Calico Cottage Orange Cream Fudge
One of the best stops in last year’s expo rounds was the Calico Cottage booth; the company doesn’t sell fudge, it sells pre-mixed ingredients, recipes, equipment, and packaging to retailers who want to start their own fudge business. But its booth features plenty of samples of delicious fudge, and plenty of information about it. Last year, we talked to a rep who was hugely enthusiastic about running down all the details of the business for us; this year, we caught a rep who seemed more cautious, particularly about the details of what was new with the company. While he carefully admitted that Calico Cottage has expanded into a line of cream-cheese-based fudges, he says most of their new recipes come from feedback from their clients, and wouldn’t get into specifics. Guess you’ll have to join the fudge-retailer club to get the secret password and find out more. One way or another, the orange cream fudge we tried out from the new line was amazing.

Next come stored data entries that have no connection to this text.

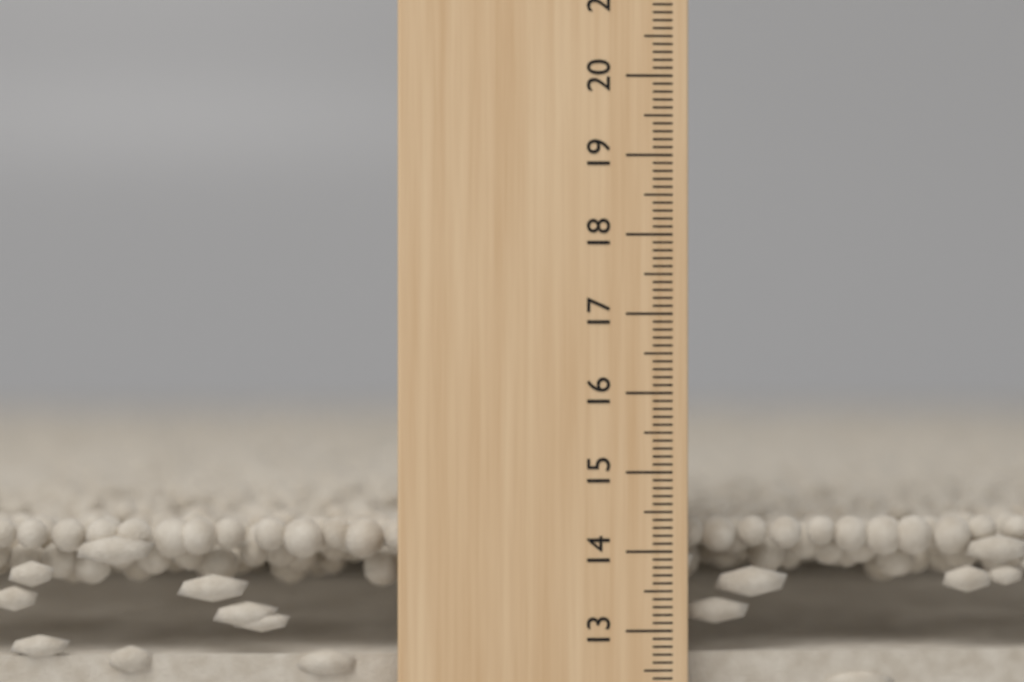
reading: 14.4 cm
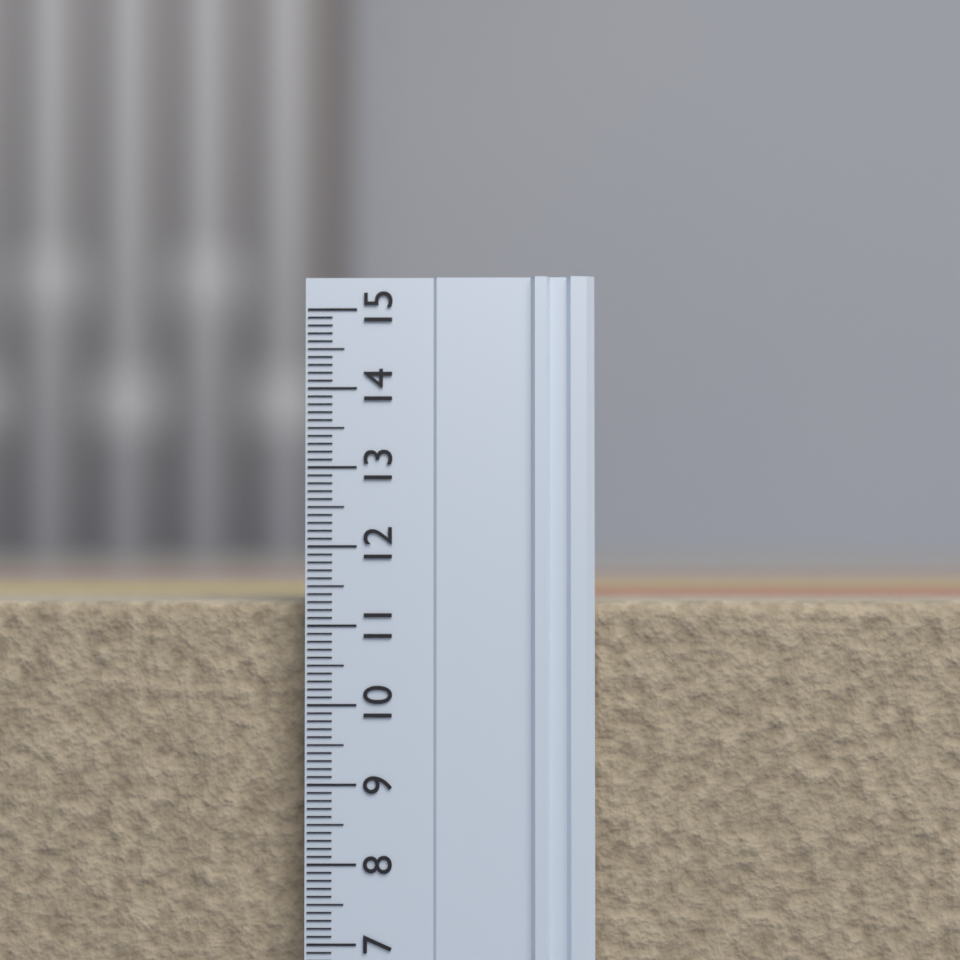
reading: 11.3 (no unit)
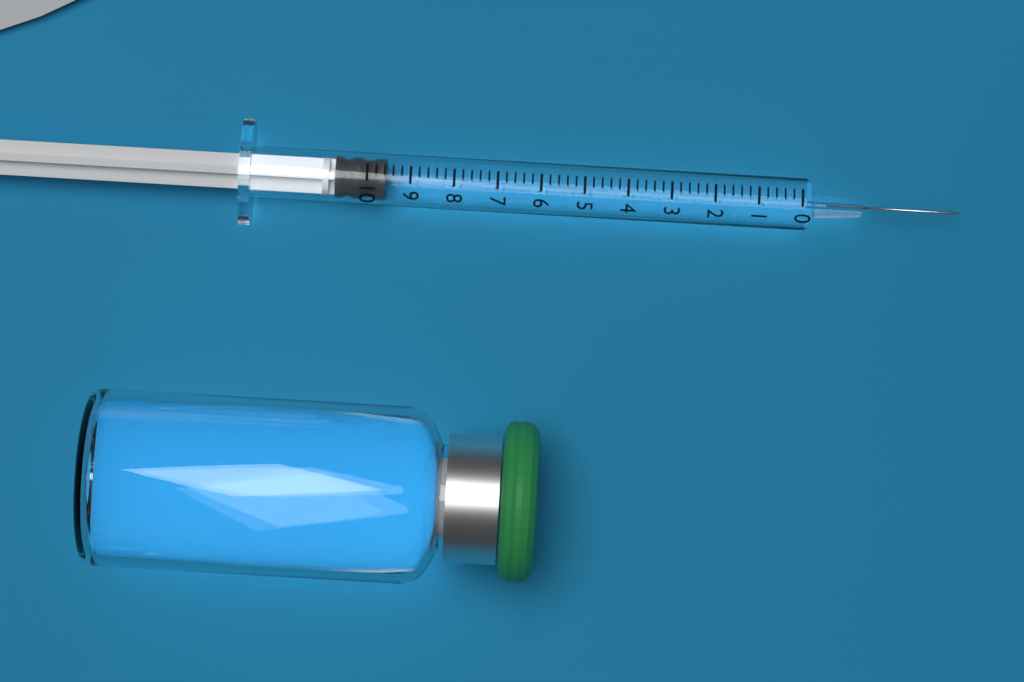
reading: 9.6 (no unit)
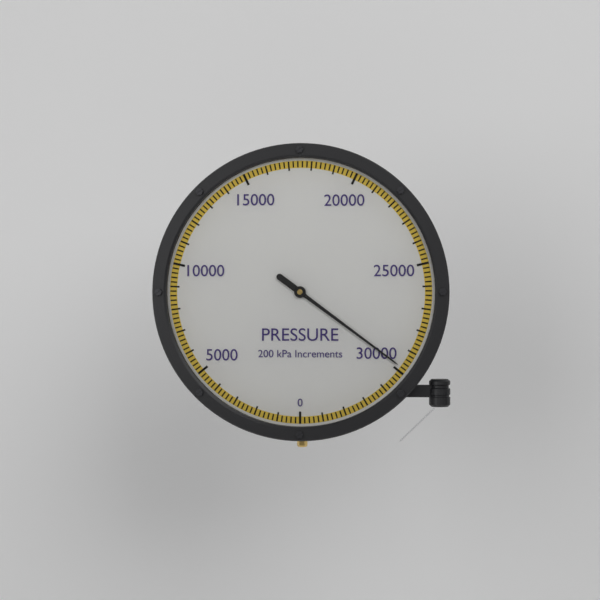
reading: 29800 kPa
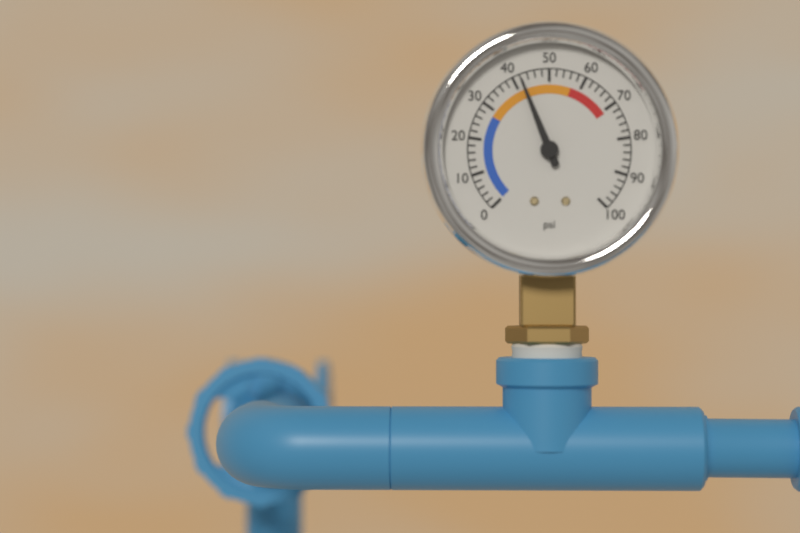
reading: 42 psi
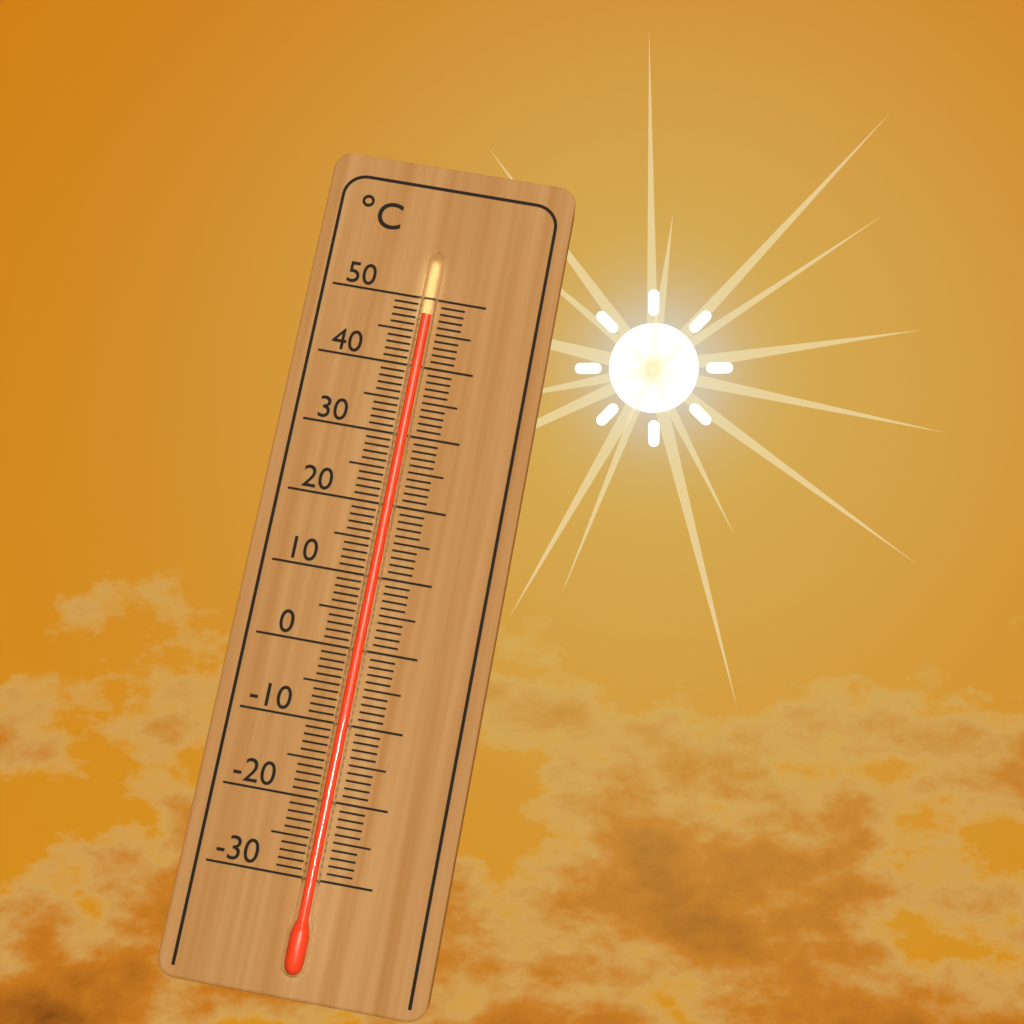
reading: 47 °C
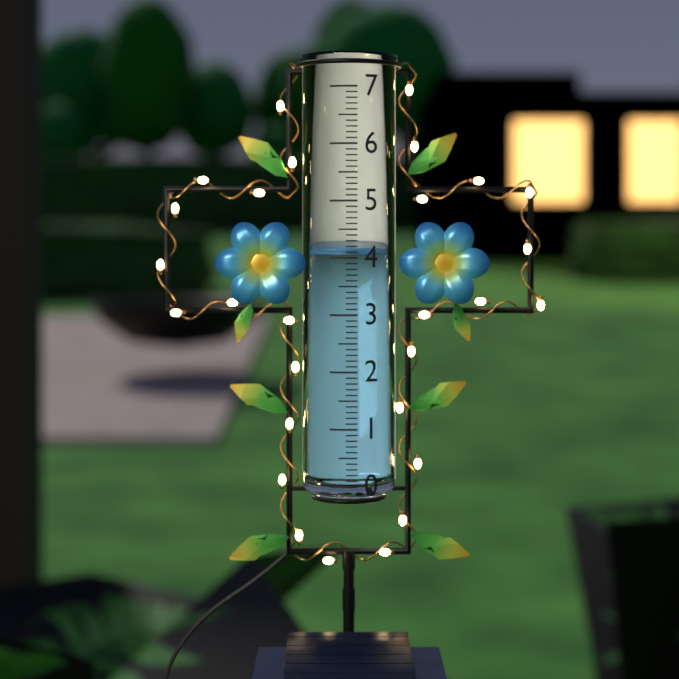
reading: 4.1 (no unit)
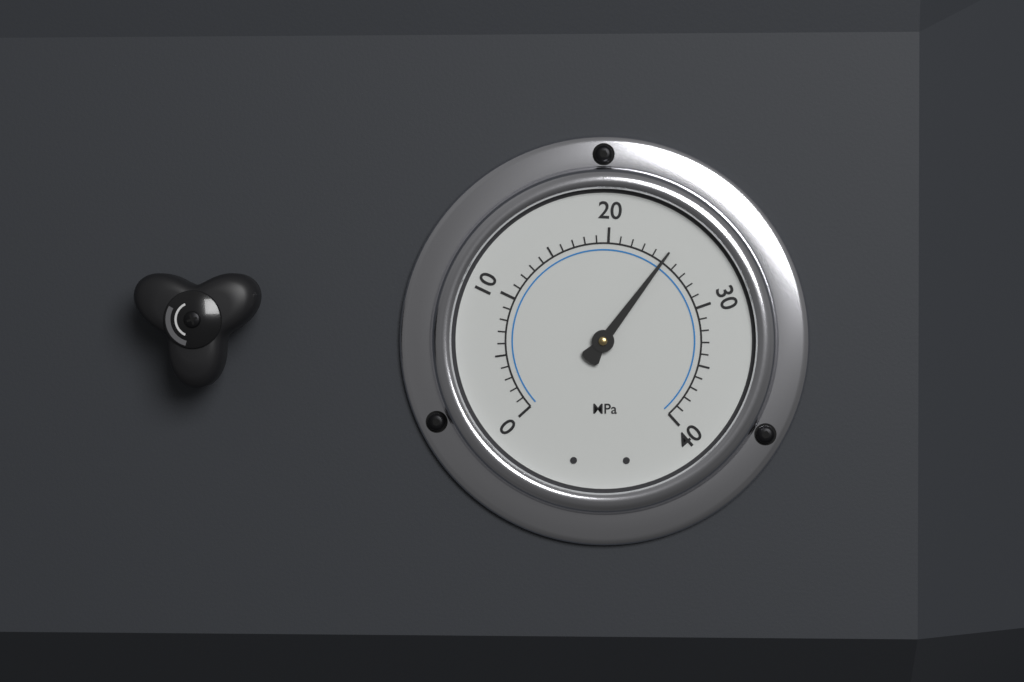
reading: 25 MPa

Albanese Milk Chocolate Double Dipped Peanut Butter Peanuts and more
If we’d been feeling lazier or greedier, we really could have just stopped our Sweets & Snacks Expo trip dead in the water just inside the convention hall, when we hit the Albanese Confectionery table. Most booths at the expo are showcasing one new product, or a few new things at most; the companies that show up ready to exhibit their entire line of product are just exhibiting product packaging and displays, so it’s all-looky-no-eaty. Albanese, on the other hand, had an immense table of samples, including new Rain Forest Frogs (basic gummi frogs, though the company claims to have the world’s best gummis, and these are at least pretty); immense, three-bite cherry cordials; creamy lemon meltaways; and chocolate-covered peanut-butter-and-cracker sandwiches. We didn’t even try to taste it all—there were at least 10 more products we didn’t even attempt to get to, and the rep told us everything on the heaped table was a new product—but from what we did taste, the company makes an extraordinarily smooth, rich milk chocolate. Highly recommended: The peanuts dipped in peanut butter, then in chocolate. It sounds like overkill, and maybe it is, but it’s some tremendously appealing overkill.
And speaking of overkill, as usual, we walked out of the Sweets & Snacks Expo vaguely woozy, definitely footsore, and heavily overwhelmed by all the bright lights and noise. If there’s such a thing as a sugar hangover, we have it. But that won’t stop us from going back next year, assuming we’ve run out of stored candy by then.